Landscape, with a View of Robots and Sheep

The little food delivery robot pauses
on the corner of campus to cross the street.
Its body is a white rectangular box the size
of a child's toy wagon. It has a lid that locks,

ultrasonic sensors, a curb-climbing system,
a message flag. Czech writer Karel Čapek's 1920
science fiction play "R.U.R." was the first
to use the word robota, Slavonic for servitude

or forced labor. Slave, in other words. A company
creates a cadre of robota from organic matter— the play
describes vats of bones and brains, funnels with
skin; nerves, arteries, intestines (whose?)

and soon, the world economy is fully robot-based.
But just like in many fantasies about artificial life,
the robots turn against the humans, until only one
is left: the clerk of works, who works with his hands

like a robot. What happens next? The human clerk
tells a pair of gendered robots that they are
the new Adam and Eve, and must go forth
to remake the world. One problem: they don't

have the formula for manufacturing more of
themselves. I saw an ad in which delivery
robots, named after interplanetary
spacecraft, deliver factory samples as well

as food orders. One cuts through a brick court-
yard, leaf-dappled. Another runs along a raised
path perhaps with a tray of broccoli and
beef while below, sheep run through a field.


**Exercise instructions:** Nothing in the data should change when you return it, but leave the pictures out.

Stored items:
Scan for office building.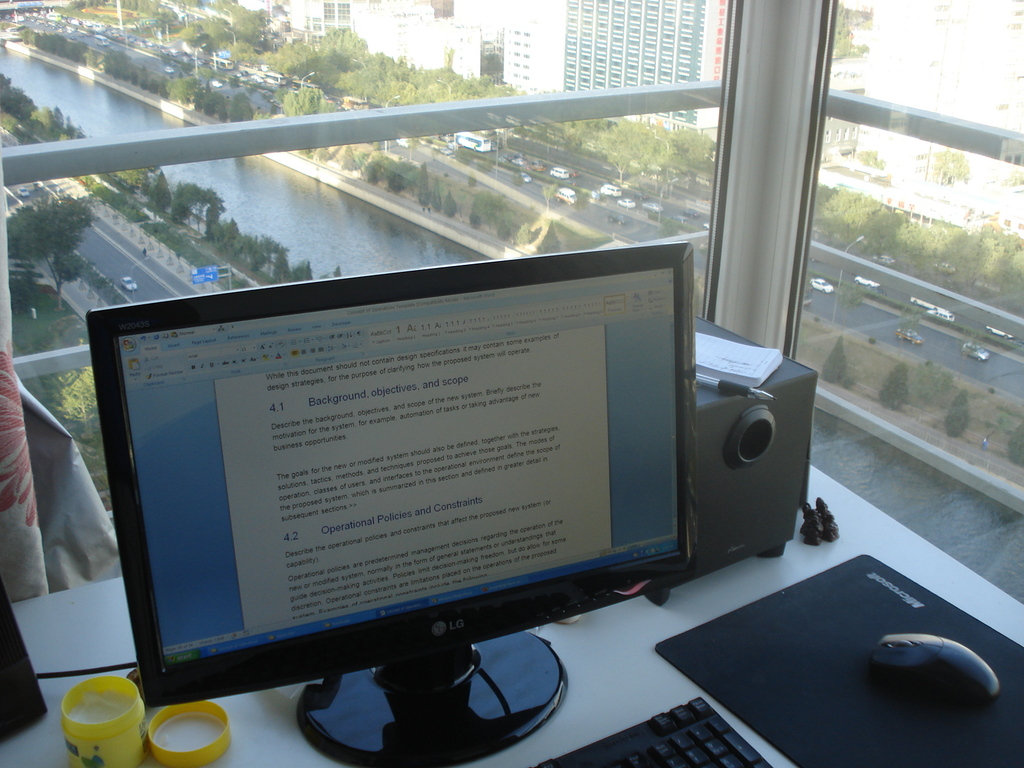
Scan result: [x1=0, y1=0, x2=1023, y2=767].
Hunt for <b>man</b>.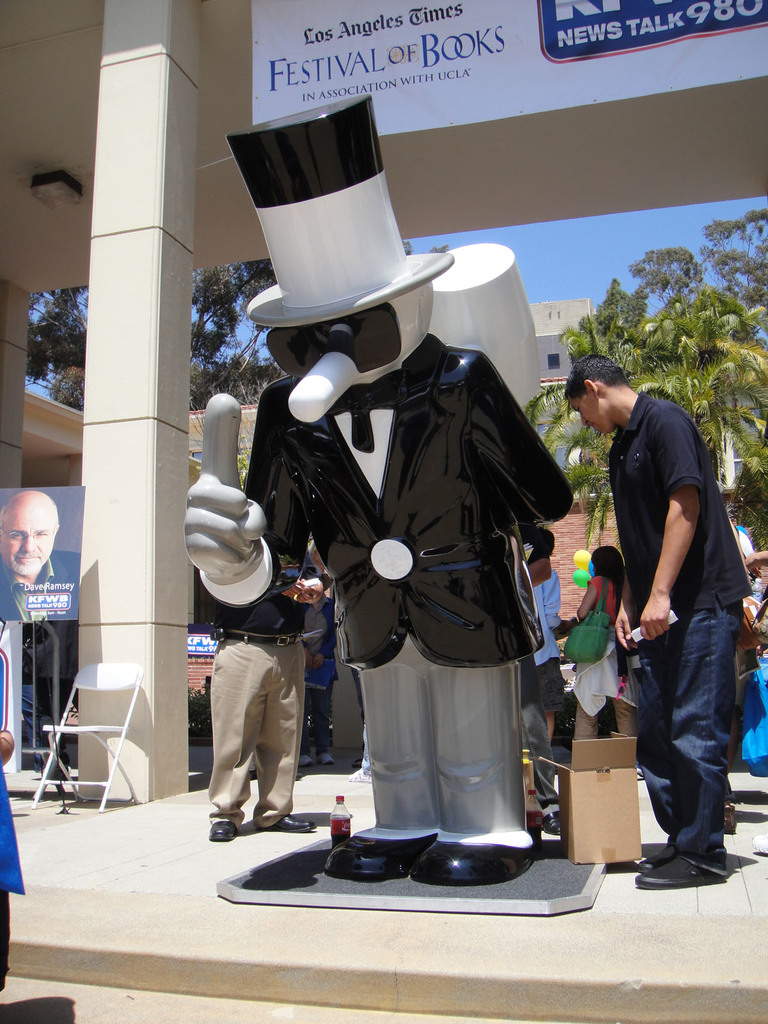
Hunted down at x1=204 y1=603 x2=317 y2=844.
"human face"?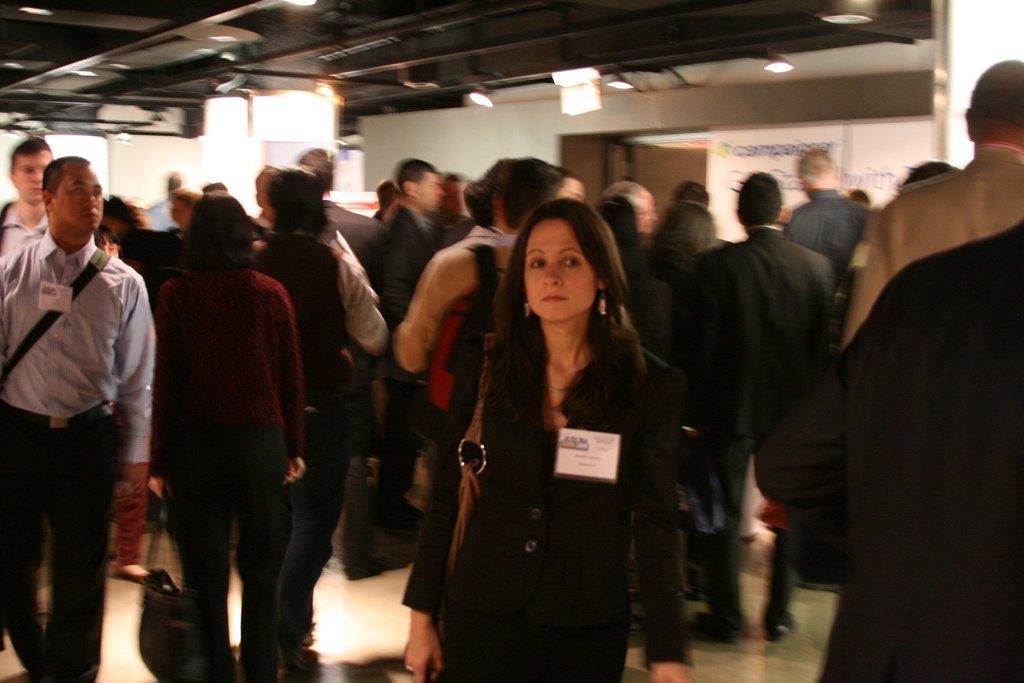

**Answer section:**
Scan for office building.
Scan result: [x1=0, y1=0, x2=1023, y2=767].
Hunt for <b>man</b>.
Hunted down at x1=204 y1=603 x2=317 y2=844.
"human face"?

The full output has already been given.